Boosting veggie intake

Have you seen the new Canada Food Guide? Our family still has a long way to go to fill half of our dinner plates with fruits and veggies. But while in the garden my kids will put anything in their mouths (they are no longer toddlers, so “everything” is considerably less gross and dangerous).

Mindfulness

Watering lettuce as the sun goes down may be my idea of bliss. So, did my kids lose themselves in the greenery? Not so much. They did, however, see their mom doing just a little bit better.

Love for our planet

Between gardening and being outside every day playing in the forest, last year was the first time my kids… no, it was the first time I actually experienced the seasons. Mind. Blown. All of this deepened our relationship with mother earth and provided fodder for important conversations about why we need to take better care of her. And the eating more veggies (and less meat) thing? This is one of the most important individual actions we can take to reduce global heating.

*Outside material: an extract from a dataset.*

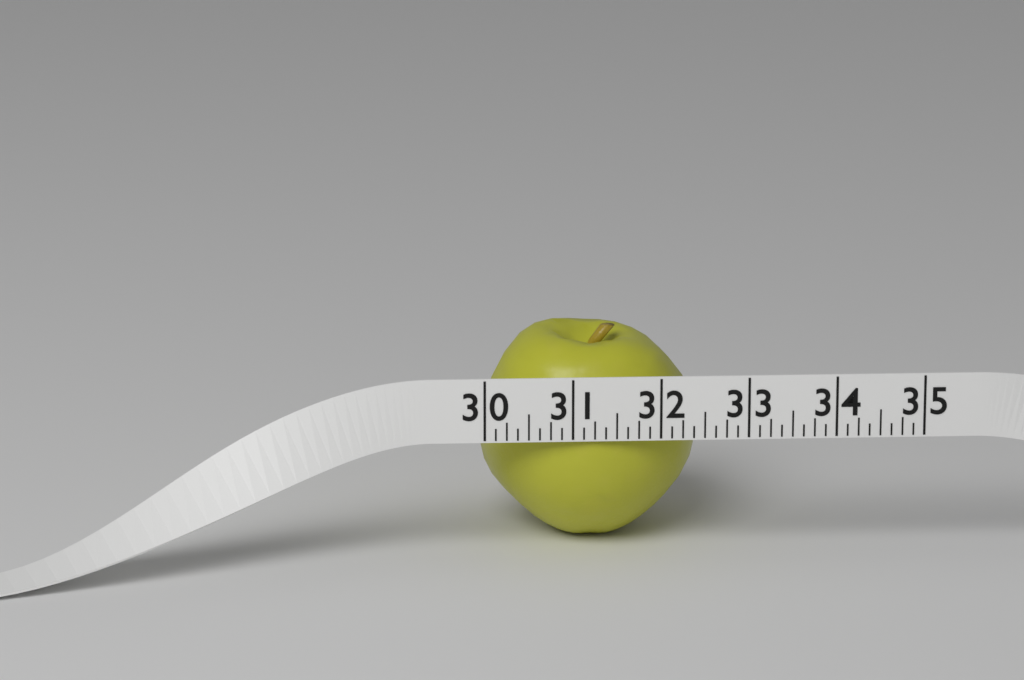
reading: 32.500 (no unit)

Your kids become smarter than you

You want to know the difference between a radish, a carrot, a basil and a broccoli seedling? Ask my 5-year-old. Or how to troubleshoot a stalled rototiller? That would be my 8-year-old.

Now for the dark underbelly.

It’s not always fun

And guess who gets stuck with the not fun stuff?

It’s scary

At least for me. I’m used to being in control. It was stressful being a complete amateur and not knowing where to start. Gardening is just complex. Like going back to grad school in your 30s complex.

My kids were not always as motivated as I wanted them to be

Gardening requires discipline and physical labour. Did my kids excel at this? Not so much. Did they sometimes refuse to even come out to the garden with me? You bet. But I remember: they saw me and their dad spend all day pulling sod out of overgrown beds, shovelling manure in the sun, and struggling and sometimes failing to keep a regular watering schedule. Fingers crossed that “It’s not what you say as a parent that counts, it’s what you do.”

You sometimes fail (a lot)

And about that regular watering schedule thing… turns out it’s important. Some seedlings shriveled and I grew more moths than cabbages. But my own failures helped to put the kid’s “failures” in perspective. The seeds that were planted too deep, or watered too much. The seedlings that fell out of their trays, or were stepped on or mistaken for weeds and pulled up. We all fail. We’re human.

Now here’s the thing…

Gardening with children is not a bed of roses (who grows roses with children anyways?). But it is a bed of growth of all sorts and plants that bear fruit, if not this season, maybe next.

If I haven’t scared you off gardening with your children, and you want to learn from my mistakes and (probably more importantly) from master gardening parents who really know what they are doing, then checked out my online workshop series Growing Families. In addition to the workshops you will receive a package with all the equipment, soil and seeds you need to start your first garden!